20180317

Day 1,286

Garden centres are the epitome of liminal space and not just the roadside ones, the town-based centres are just as dimensionally challenged as their motorway counterparts. Even their pop-up kiosks carry the same air of untraceable worry that there is something impossible spying on you from some tall shelf full of strangely organic looking ceramic pots.

Where possible, avoid roadside garden centres near closing time and especially in the winter when sunlit hours are pitifully few. All those little scuttering sounds coming from underneath the raised flower displays and the shifting bags of dirt that could so easily hide a body, all those tiny eyes and impossible jaws you see between the roses as you double and triple-take, all of them rise with the growing shadows.

Town centres seem to contain lesser versions of their larger sibling stores' inhabitants. Though lesser in stature they are no less deadly than their counterparts and far more adept at distracting humans to minimise their presence. It's so much easier to catch a child when their parents are otherwise occupied talking to a random member of staff whose pupils occasionally flicker and whose teeth change size slightly.

All it takes is a moment of your time, the mildest lapse in concentration and they have you. Hours later you'll realise you've been wandering the store alone, no matter who you arrived with and you now push a trolley full of sniggering bags of compost that will no doubt lead to a dozen or so squirrelcorpses being left at your back door in gratitude for freeing them.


* Task brief
Scan the entries below and state how many lines contain "artist". No other output.

* Given information
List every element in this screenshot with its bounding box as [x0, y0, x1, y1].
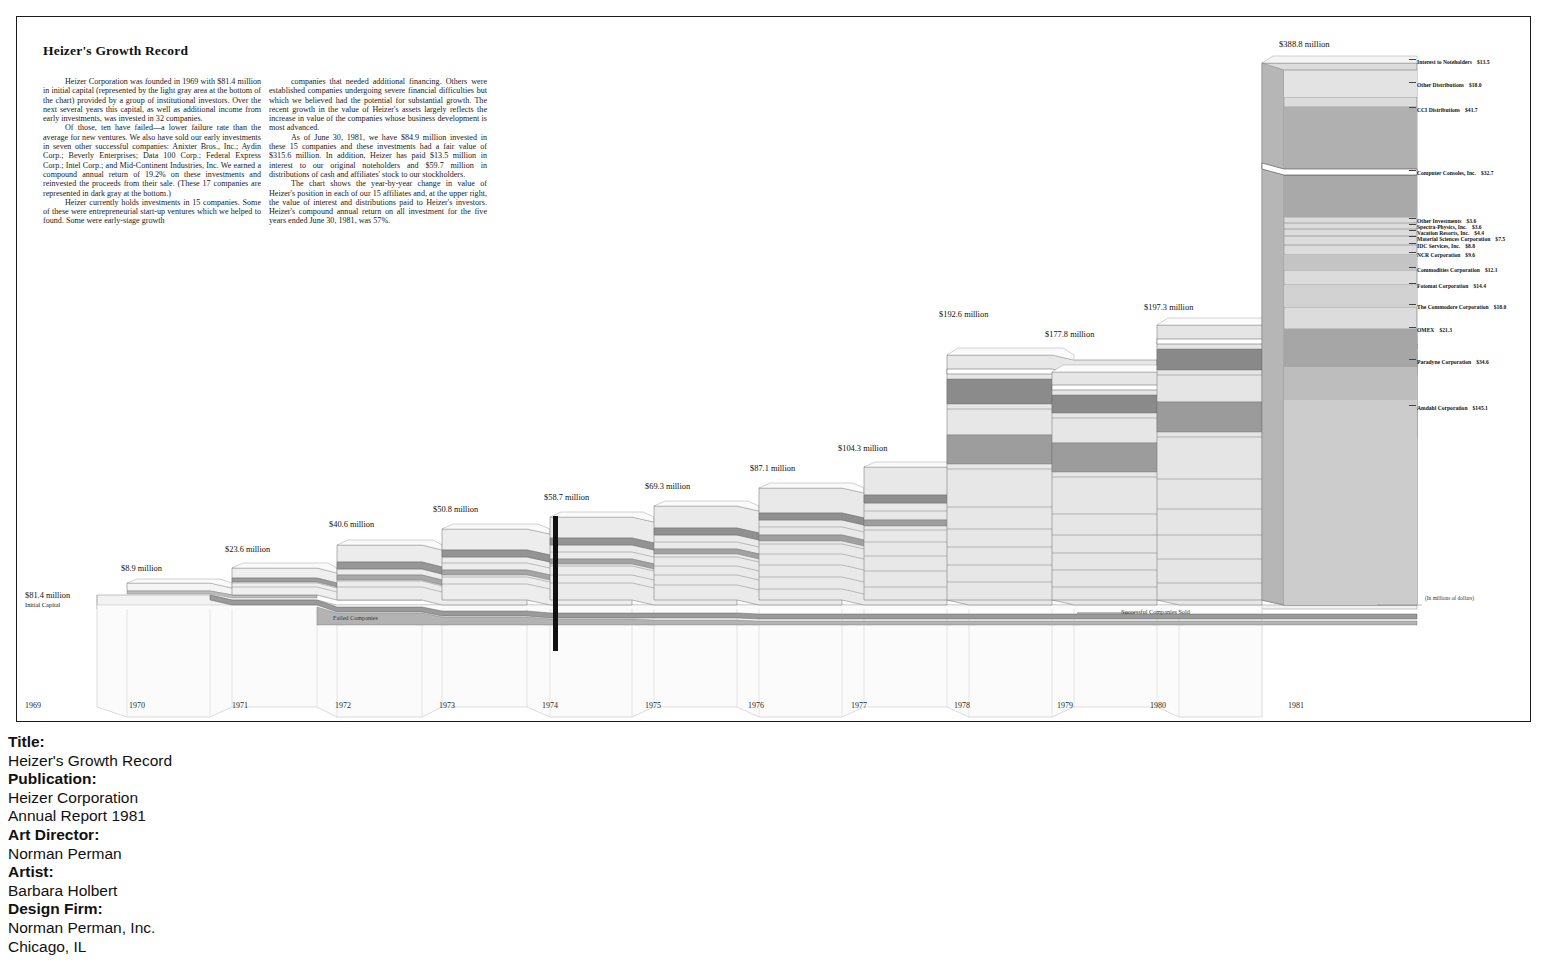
legend-label: Fotomat Corporation: [1417, 283, 1468, 289]
value-label-1980: $197.3 million: [1144, 303, 1193, 312]
legend-tick: [1409, 304, 1416, 305]
legend-label: The Commodore Corporation: [1417, 304, 1489, 310]
credits-block: Title: Heizer's Growth Record Publicatio…: [8, 733, 428, 956]
credit-publication-key: Publication:: [8, 770, 428, 789]
value-label-1978: $192.6 million: [939, 310, 988, 319]
legend-value: $18.0: [1494, 304, 1507, 310]
legend-tick: [1409, 236, 1416, 237]
legend-item-idc-services: IDC Services, Inc.$8.8: [1417, 243, 1475, 249]
year-column-1981: [1262, 56, 1417, 605]
axis-year-1976: 1976: [748, 701, 764, 710]
value-label-1976: $87.1 million: [750, 464, 795, 473]
value-label-1979: $177.8 million: [1045, 330, 1094, 339]
value-label-1972: $40.6 million: [329, 520, 374, 529]
value-label-1970: $8.9 million: [121, 564, 162, 573]
legend-tick: [1409, 224, 1416, 225]
legend-tick: [1409, 218, 1416, 219]
annotation-successful-companies-sold: Successful Companies Sold: [1121, 608, 1190, 615]
legend-item-omex: OMEX$21.3: [1417, 327, 1452, 333]
credit-art-director-value: Norman Perman: [8, 845, 428, 864]
legend-label: Amdahl Corporation: [1417, 405, 1468, 411]
legend-value: $34.6: [1476, 359, 1489, 365]
legend-label: NCR Corporation: [1417, 252, 1460, 258]
credit-artist-value: Barbara Holbert: [8, 882, 428, 901]
axis-year-1981: 1981: [1288, 701, 1304, 710]
legend-tick: [1409, 359, 1416, 360]
legend-item-cci-distributions: CCI Distributions$41.7: [1417, 107, 1478, 113]
chart-panel: Heizer's Growth Record Heizer Corporatio…: [16, 16, 1531, 722]
credit-title-key: Title:: [8, 733, 428, 752]
legend-item-fotomat-corporation: Fotomat Corporation$14.4: [1417, 283, 1486, 289]
legend-label: Paradyne Corporation: [1417, 359, 1471, 365]
legend-value: $13.5: [1477, 59, 1490, 65]
axis-year-1974: 1974: [542, 701, 558, 710]
legend-label: OMEX: [1417, 327, 1434, 333]
legend-item-amdahl-corporation: Amdahl Corporation$145.1: [1417, 405, 1488, 411]
legend-value: $18.0: [1469, 82, 1482, 88]
initial-capital-band: [97, 595, 1417, 717]
axis-year-1971: 1971: [232, 701, 248, 710]
legend-tick: [1409, 243, 1416, 244]
legend-label: Commodities Corporation: [1417, 267, 1480, 273]
legend-label: Other Distributions: [1417, 82, 1464, 88]
value-label-1971: $23.6 million: [225, 545, 270, 554]
legend-item-other-distributions: Other Distributions$18.0: [1417, 82, 1482, 88]
legend-value: $8.8: [1465, 243, 1475, 249]
value-label-1975: $69.3 million: [645, 482, 690, 491]
credit-art-director-key: Art Director:: [8, 826, 428, 845]
legend-tick: [1409, 267, 1416, 268]
axis-year-1975: 1975: [645, 701, 661, 710]
axis-year-1969: 1969: [25, 701, 41, 710]
legend-tick: [1409, 230, 1416, 231]
legend-value: $9.6: [1465, 252, 1475, 258]
legend-tick: [1409, 107, 1416, 108]
legend-value: $41.7: [1465, 107, 1478, 113]
axis-year-1978: 1978: [954, 701, 970, 710]
legend-value: $21.3: [1439, 327, 1452, 333]
legend-label: IDC Services, Inc.: [1417, 243, 1460, 249]
legend-item-commodities-corporation: Commodities Corporation$12.1: [1417, 267, 1498, 273]
legend-label: Material Sciences Corporation: [1417, 236, 1490, 242]
legend-item-material-sciences: Material Sciences Corporation$7.5: [1417, 236, 1505, 242]
credit-design-firm-value-1: Norman Perman, Inc.: [8, 919, 428, 938]
legend-tick: [1409, 59, 1416, 60]
legend-value: $12.1: [1485, 267, 1498, 273]
credit-publication-value-1: Heizer Corporation: [8, 789, 428, 808]
value-sublabel-1969: Initial Capital: [25, 601, 60, 608]
annotation-failed-companies: Failed Companies: [333, 614, 378, 621]
legend-label: Computer Consoles, Inc.: [1417, 170, 1476, 176]
axis-year-1970: 1970: [129, 701, 145, 710]
chart-legend: Interest to Noteholders$13.5 Other Distr…: [1417, 39, 1531, 619]
value-label-1969: $81.4 million: [25, 591, 70, 600]
axis-year-1977: 1977: [851, 701, 867, 710]
legend-label: CCI Distributions: [1417, 107, 1460, 113]
page-root: Heizer's Growth Record Heizer Corporatio…: [0, 0, 1547, 977]
credit-artist-key: Artist:: [8, 863, 428, 882]
legend-value: $14.4: [1473, 283, 1486, 289]
legend-tick: [1409, 170, 1416, 171]
axis-year-1972: 1972: [335, 701, 351, 710]
credit-design-firm-value-2: Chicago, IL: [8, 938, 428, 957]
credit-design-firm-key: Design Firm:: [8, 900, 428, 919]
legend-tick: [1409, 405, 1416, 406]
credit-title-value: Heizer's Growth Record: [8, 752, 428, 771]
legend-value: $7.5: [1495, 236, 1505, 242]
legend-tick: [1409, 82, 1416, 83]
legend-item-paradyne-corporation: Paradyne Corporation$34.6: [1417, 359, 1489, 365]
legend-item-computer-consoles: Computer Consoles, Inc.$32.7: [1417, 170, 1494, 176]
legend-value: $145.1: [1473, 405, 1488, 411]
legend-tick: [1409, 283, 1416, 284]
axis-year-1979: 1979: [1057, 701, 1073, 710]
legend-item-ncr-corporation: NCR Corporation$9.6: [1417, 252, 1475, 258]
legend-item-commodore-corporation: The Commodore Corporation$18.0: [1417, 304, 1506, 310]
credit-publication-value-2: Annual Report 1981: [8, 807, 428, 826]
legend-tick: [1409, 327, 1416, 328]
chart-svg: [17, 17, 1530, 721]
axis-year-1973: 1973: [439, 701, 455, 710]
value-label-1981: $388.8 million: [1279, 39, 1330, 49]
growth-area-chart: [17, 17, 1530, 721]
value-label-1973: $50.8 million: [433, 505, 478, 514]
legend-value: $32.7: [1481, 170, 1494, 176]
value-label-1974: $58.7 million: [544, 493, 589, 502]
value-label-1977: $104.3 million: [838, 444, 887, 453]
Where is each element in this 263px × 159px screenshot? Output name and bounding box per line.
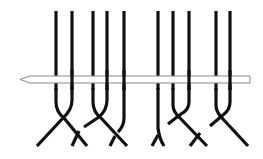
diagram-canvas — [0, 0, 263, 159]
knitting-needle — [20, 76, 250, 83]
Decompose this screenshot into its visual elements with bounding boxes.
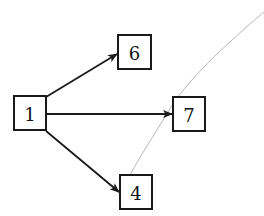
node-1[interactable]: 1 <box>14 96 46 130</box>
node-6-label: 6 <box>129 43 140 64</box>
node-6[interactable]: 6 <box>118 35 151 69</box>
node-7[interactable]: 7 <box>173 97 205 131</box>
node-7-label: 7 <box>183 105 194 126</box>
edge-1-to-4 <box>46 131 119 192</box>
node-4-label: 4 <box>130 183 141 204</box>
edge-1-to-6 <box>46 54 117 97</box>
node-4[interactable]: 4 <box>120 175 152 209</box>
node-1-label: 1 <box>24 104 35 125</box>
graph-canvas: 1 6 7 4 <box>0 0 264 216</box>
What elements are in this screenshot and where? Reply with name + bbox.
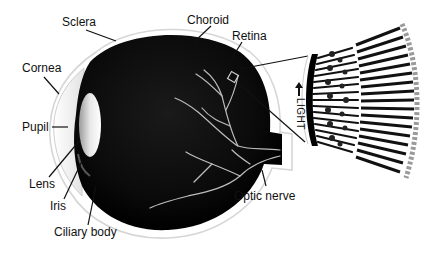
label-pupil: Pupil bbox=[22, 121, 49, 133]
label-cornea: Cornea bbox=[22, 62, 61, 74]
lens bbox=[79, 93, 101, 157]
label-iris: Iris bbox=[50, 200, 66, 212]
label-optic-nerve: Optic nerve bbox=[234, 190, 295, 202]
retina-inset bbox=[295, 24, 417, 178]
label-lens: Lens bbox=[29, 178, 55, 190]
label-ciliary-body: Ciliary body bbox=[54, 226, 117, 238]
eye-illustration bbox=[0, 0, 439, 254]
eye-diagram: Sclera Choroid Retina Cornea Pupil Lens … bbox=[0, 0, 439, 254]
label-retina: Retina bbox=[232, 30, 267, 42]
label-sclera: Sclera bbox=[62, 16, 96, 28]
label-choroid: Choroid bbox=[187, 14, 229, 26]
label-light: LIGHT bbox=[295, 98, 306, 130]
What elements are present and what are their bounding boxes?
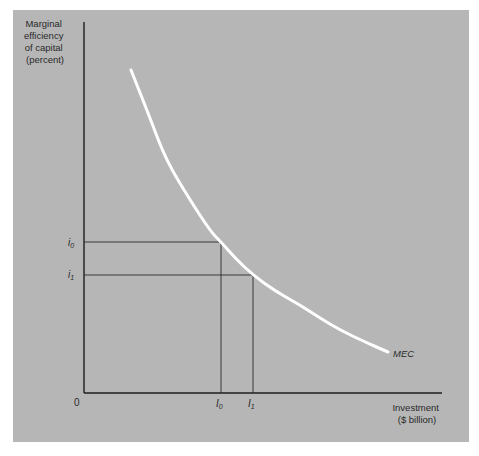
y-tick-i1: i1 xyxy=(68,269,74,281)
mec-chart: Marginal efficiency of capital (percent)… xyxy=(0,0,479,456)
y-axis-label: Marginal efficiency of capital (percent) xyxy=(24,18,66,65)
mec-curve-label: MEC xyxy=(393,348,414,359)
mec-curve xyxy=(131,70,388,352)
x-tick-I0: I0 xyxy=(216,398,223,410)
origin-label: 0 xyxy=(74,397,80,408)
x-axis-label: Investment ($ billion) xyxy=(392,402,441,425)
y-tick-i0: i0 xyxy=(68,237,74,249)
reference-lines xyxy=(84,242,253,393)
x-tick-I1: I1 xyxy=(248,398,255,410)
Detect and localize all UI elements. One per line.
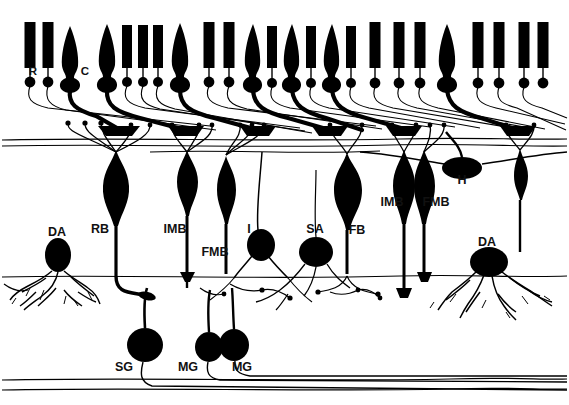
- diagram-canvas: R C H DA RB IMB FMB I SA FB IMB FMB DA S…: [0, 0, 569, 405]
- label-da-left: DA: [48, 225, 66, 239]
- label-fb: FB: [349, 223, 366, 237]
- label-imb-right: IMB: [381, 195, 404, 209]
- label-fmb-left: FMB: [201, 245, 228, 259]
- label-sg: SG: [115, 360, 133, 374]
- label-imb-left: IMB: [164, 222, 187, 236]
- label-interplexiform: I: [247, 222, 250, 236]
- label-horizontal-cell: H: [457, 173, 466, 187]
- label-mg-right: MG: [232, 360, 252, 374]
- label-mg-left: MG: [178, 360, 198, 374]
- label-sa: SA: [306, 222, 323, 236]
- retina-diagram-figure: R C H DA RB IMB FMB I SA FB IMB FMB DA S…: [0, 0, 569, 405]
- label-rb: RB: [91, 222, 109, 236]
- label-cone: C: [81, 65, 89, 77]
- label-fmb-right: FMB: [422, 195, 449, 209]
- label-da-right: DA: [478, 235, 496, 249]
- label-rod: R: [29, 65, 38, 77]
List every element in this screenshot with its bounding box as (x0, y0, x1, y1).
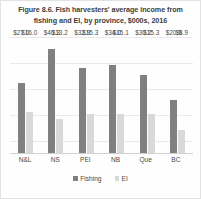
bar-ei-pei[interactable]: $15.3 (87, 37, 94, 153)
bar-ei-ns[interactable]: $13.2 (56, 37, 63, 153)
legend-label-fishing: Fishing (80, 175, 101, 182)
bar-value-label: $8.9 (176, 29, 188, 36)
x-axis-label-ns: NS (41, 156, 69, 163)
legend-swatch-fishing-icon (73, 176, 78, 181)
bar-group: $34.0$15.1 (103, 37, 131, 153)
bar-rect: $30.2 (140, 75, 147, 153)
bar-fishing-que[interactable]: $30.2 (140, 37, 147, 153)
chart-title-line-1: Figure 8.6. Fish harvesters' average inc… (7, 4, 194, 15)
bar-value-label: $13.2 (52, 29, 68, 36)
bar-rect: $8.9 (178, 130, 185, 153)
x-axis-label-nl: N&L (11, 156, 39, 163)
chart-title: Figure 8.6. Fish harvesters' average inc… (7, 4, 194, 26)
bar-fishing-nl[interactable]: $27.0 (18, 37, 25, 153)
legend-item-fishing[interactable]: Fishing (73, 175, 101, 182)
bar-rect: $15.3 (148, 114, 155, 153)
bar-ei-bc[interactable]: $8.9 (178, 37, 185, 153)
bar-rect: $40.3 (48, 49, 55, 153)
legend-swatch-ei-icon (115, 176, 120, 181)
bar-group: $30.2$15.3 (133, 37, 161, 153)
x-axis-label-pei: PEI (71, 156, 99, 163)
legend-item-ei[interactable]: EI (115, 175, 128, 182)
bar-ei-nb[interactable]: $15.1 (117, 37, 124, 153)
x-axis-line (10, 153, 193, 154)
chart-legend: Fishing EI (1, 175, 200, 182)
bar-ei-nl[interactable]: $16.0 (26, 37, 33, 153)
bar-rect: $15.1 (117, 114, 124, 153)
bar-group: $27.0$16.0 (11, 37, 39, 153)
bar-fishing-bc[interactable]: $20.6 (170, 37, 177, 153)
bar-group: $32.9$15.3 (72, 37, 100, 153)
x-axis-label-bc: BC (162, 156, 190, 163)
bar-rect: $32.9 (79, 68, 86, 153)
bar-value-label: $15.3 (143, 29, 159, 36)
bar-value-label: $15.1 (113, 29, 129, 36)
chart-title-line-2: fishing and EI, by province, $000s, 2016 (7, 15, 194, 26)
bar-rect: $15.3 (87, 114, 94, 153)
bar-fishing-pei[interactable]: $32.9 (79, 37, 86, 153)
bar-value-label: $16.0 (21, 29, 37, 36)
chart-figure: Figure 8.6. Fish harvesters' average inc… (0, 0, 201, 199)
bar-group: $20.6$8.9 (164, 37, 192, 153)
x-axis-label-nb: NB (102, 156, 130, 163)
bar-rect: $27.0 (18, 83, 25, 153)
bar-rect: $13.2 (56, 119, 63, 153)
bar-fishing-nb[interactable]: $34.0 (109, 37, 116, 153)
bar-rect: $34.0 (109, 65, 116, 153)
bar-value-label: $15.3 (82, 29, 98, 36)
bar-rect: $20.6 (170, 100, 177, 153)
bar-fishing-ns[interactable]: $40.3 (48, 37, 55, 153)
bar-groups: $27.0$16.0$40.3$13.2$32.9$15.3$34.0$15.1… (10, 37, 193, 153)
plot-area: $27.0$16.0$40.3$13.2$32.9$15.3$34.0$15.1… (10, 37, 193, 154)
bar-group: $40.3$13.2 (42, 37, 70, 153)
bar-rect: $16.0 (26, 112, 33, 153)
x-axis-label-que: Que (132, 156, 160, 163)
legend-label-ei: EI (122, 175, 128, 182)
x-axis-tick-labels: N&LNSPEINBQueBC (10, 156, 191, 163)
bar-ei-que[interactable]: $15.3 (148, 37, 155, 153)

* Result below
2